Last Sunday I preached about God inviting in outcasts in Isaiah 56. It is a profoundly hopeful, but also profoundly disturbing chapter in the Bible. The hopeful part is clear. God says very, very, directly in Isaiah 56 that he wants everyone, no exceptions, to be incorporated into his worshipping congregation. He then backs it up by doing something that can feel very disturbing. He loosens portions of his own purity law from Deuteronomy 23.
Two groups who in Deuteronomy 23 have been totally fenced out of God’s people - foreigners and eunuchs - are invited in. At the end of it all God says, “My house will be called a house of prayer for all nations” (Isaiah 56 v. 7).
This is not a free-for-all. Isaiah’s 56’s welcome is balanced with a repeated assumption that those who come into God’s house of prayer are not only worshipping and believing like God’s people but also living like God’s people. “Everyone who keeps the Sabbath and does not profane it and holds fast my covenant – these I will bring to my holy Mountain [the Temple]” (v. 6-7).
At the same time, these verses raise questions for us as a church that I think are good to name. Mainly, who is welcome to be part of “us” should they want to be part of us? This is how I think about that considering Isaiah 56. Simply and clearly, anyone who wants to worship at Epiphany on Sunday morning or be part of other gatherings of our church is welcome to do so. As a church, we should not focus on what people look like, what we think about what going on in their lives, or what sub-culture they signal membership in (within the bounds of safety for everyone else in the congregation, and never even appearing to bless sins of one person against another). Second, when it comes to questions about whether someone is living like part of God’s people, my own commitment is to extend the same charitable assumption to others I hope they extend to me. That is on any given Sunday at Epiphany all of us at church are trying to the best of our ability to live like we are part of God’s people, or at the very least, “trying to try.” My job and our church’s job is to consistently and faithfully give people a picture of what that life looks like from the Bible. But when any one of us fails to meet that image, or when we have more growing to do, it need not be fatal for our faith, but simply another stage in our journey that has Jesus’ own sacrifice for all our sins at the end.

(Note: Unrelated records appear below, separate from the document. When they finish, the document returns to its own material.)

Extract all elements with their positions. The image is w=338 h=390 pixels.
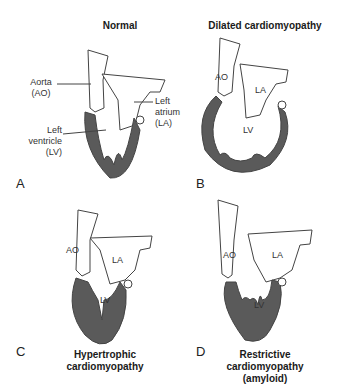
label-c-la: LA — [112, 255, 123, 266]
cardiomyopathy-diagram — [0, 0, 338, 390]
panel-a-letter: A — [16, 176, 25, 191]
panel-b-title: Dilated cardiomyopathy — [195, 20, 335, 32]
label-aorta: Aorta (AO) — [24, 77, 58, 99]
label-left-atrium: Left atrium (LA) — [155, 96, 180, 129]
heart-normal — [57, 50, 165, 178]
label-d-lv: LV — [254, 300, 264, 311]
label-d-la: LA — [272, 250, 283, 261]
heart-dilated — [202, 38, 288, 172]
panel-b-letter: B — [196, 176, 205, 191]
heart-hypertrophic — [72, 210, 152, 344]
label-b-lv: LV — [243, 125, 253, 136]
label-left-ventricle: Left ventricle (LV) — [18, 125, 62, 158]
label-c-lv: LV — [100, 295, 110, 306]
label-c-ao: AO — [66, 245, 79, 256]
panel-a-title: Normal — [90, 20, 150, 32]
heart-restrictive — [218, 200, 312, 341]
label-d-ao: AO — [223, 250, 236, 261]
panel-c-letter: C — [16, 344, 25, 359]
label-b-ao: AO — [215, 72, 228, 83]
label-b-la: LA — [255, 85, 266, 96]
panel-d-title: Restrictive cardiomyopathy (amyloid) — [205, 349, 325, 385]
panel-d-letter: D — [196, 344, 205, 359]
panel-c-title: Hypertrophic cardiomyopathy — [50, 349, 160, 373]
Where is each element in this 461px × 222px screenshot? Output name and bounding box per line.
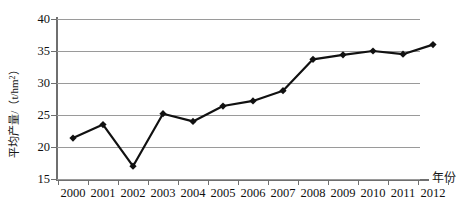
y-axis-tick-mark <box>51 115 57 116</box>
x-axis-tick-mark <box>268 180 269 185</box>
x-axis-tick-label: 2012 <box>413 187 453 200</box>
y-axis-tick-label: 40 <box>26 13 50 26</box>
y-axis-tick-label: 35 <box>26 45 50 58</box>
x-axis-tick-mark <box>58 180 59 185</box>
y-axis-tick-label: 20 <box>26 141 50 154</box>
y-axis-tick-mark <box>51 147 57 148</box>
y-axis-tick-label: 15 <box>26 173 50 186</box>
x-axis-tick-mark <box>208 180 209 185</box>
x-axis-tick-mark <box>418 180 419 185</box>
x-axis-title: 年份 <box>432 168 456 186</box>
x-axis-tick-mark <box>358 180 359 185</box>
x-axis-tick-mark <box>238 180 239 185</box>
x-axis-tick-mark <box>118 180 119 185</box>
y-axis-tick-mark <box>51 83 57 84</box>
x-axis-tick-mark <box>328 180 329 185</box>
data-point-marker <box>429 41 436 48</box>
gridline <box>57 51 420 52</box>
y-axis-title-tail: ） <box>5 64 21 75</box>
line-chart: 平均产量/（t/hm2） 152025303540 20002001200220… <box>0 0 461 222</box>
gridline <box>57 83 420 84</box>
gridline <box>57 147 420 148</box>
plot-area <box>57 19 420 179</box>
gridline <box>57 115 420 116</box>
y-axis-title-main: 平均产量/（t/hm <box>5 79 21 157</box>
x-axis-tick-mark <box>148 180 149 185</box>
gridline <box>57 19 420 20</box>
x-axis-tick-mark <box>88 180 89 185</box>
x-axis-tick-mark <box>178 180 179 185</box>
y-axis-tick-label: 30 <box>26 77 50 90</box>
x-axis-tick-mark <box>298 180 299 185</box>
y-axis-tick-label: 25 <box>26 109 50 122</box>
y-axis-tick-mark <box>51 19 57 20</box>
x-axis-tick-mark <box>448 180 449 185</box>
y-axis-tick-mark <box>51 51 57 52</box>
y-axis-tick-mark <box>51 179 57 180</box>
x-axis-tick-labels: 2000200120022003200420052006200720082009… <box>0 187 461 207</box>
x-axis-tick-mark <box>388 180 389 185</box>
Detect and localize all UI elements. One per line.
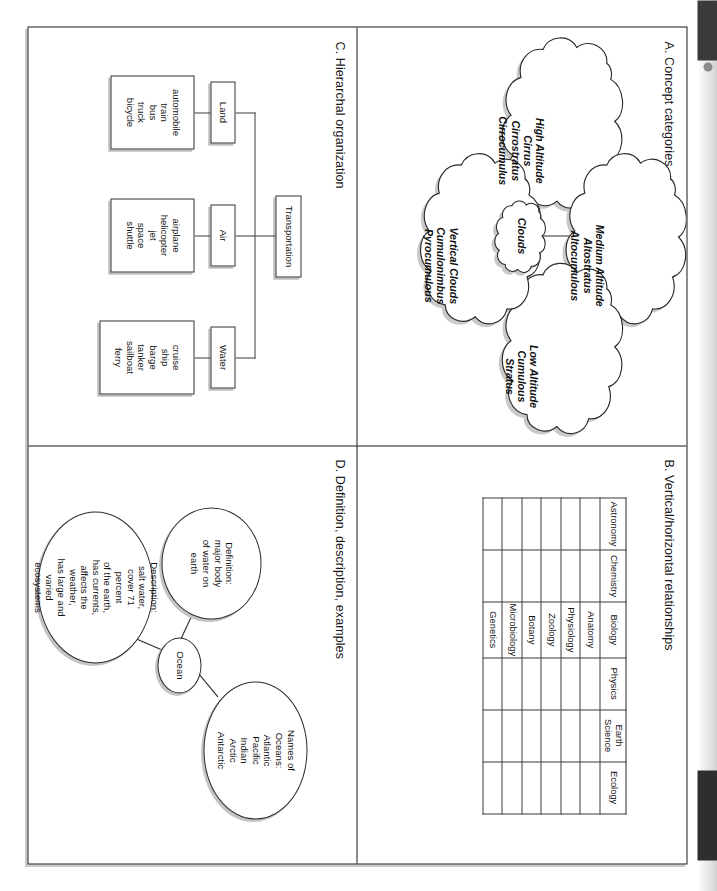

So, how do we maintain discipline and doctrinal purity alongside that sort of open-ended welcome and charitable assumption? This is the path we follow at Epiphany. All are welcome to worship and engagement - to be part of “us” - if they want to be. To be a leader, or a teacher, or a priest or deacon requires more. Priest and deacons make several vows when we are ordained. One goes like this “Will you be diligent to frame and fashion your own life and the life of your family according to the doctrine of Christ…” Do we ordained folk keep this and our other vows perfectly? Speaking for myself, no, I do not (you may have caught me not keeping this vow perfectly before – there can sadly be a lot of daylight between me and Jesus' way at times). But I made this vow, and I do my best to keep it. I also know that I have a diocese and bishop whose responsibility is to hold me to this and the other vows I have made.
While it is not quite so direct, all those who run for vestry at Epiphany also make commitments not only to believe in a general sense, but also to “uphold and affirm the authority of Holy Scripture as “summarized in the Apostles’ and Nicene Creeds, taught by the Fathers, and defined in the General Counsels of the Church.” In fact, they must sign their name to it and take an oath to do so in front of the congregation. Finally, everyone who is formally baptized, confirmed or received into Epiphany vows or has sponsors vow on their behalf to follow Jesus.
Is this way of balancing welcome and the biblical vision of the Christian life always successful? Well, no, but my experience is that no way is - the church is and always has been made up of people who desperately need Jesus - but we knew that. What I love about our way at Epiphany is that it captures a bit of the spirit of God’s words in Isaiah 56 and what we see of Jesus’ own practice in the Gospel. That works for me, and I hope it works for you as well.
"The Lord God who gathers the outcast so Israel, declares, 'I will gather yet others to him [to my people] besides those already gathered'" (Isaiah 56.8).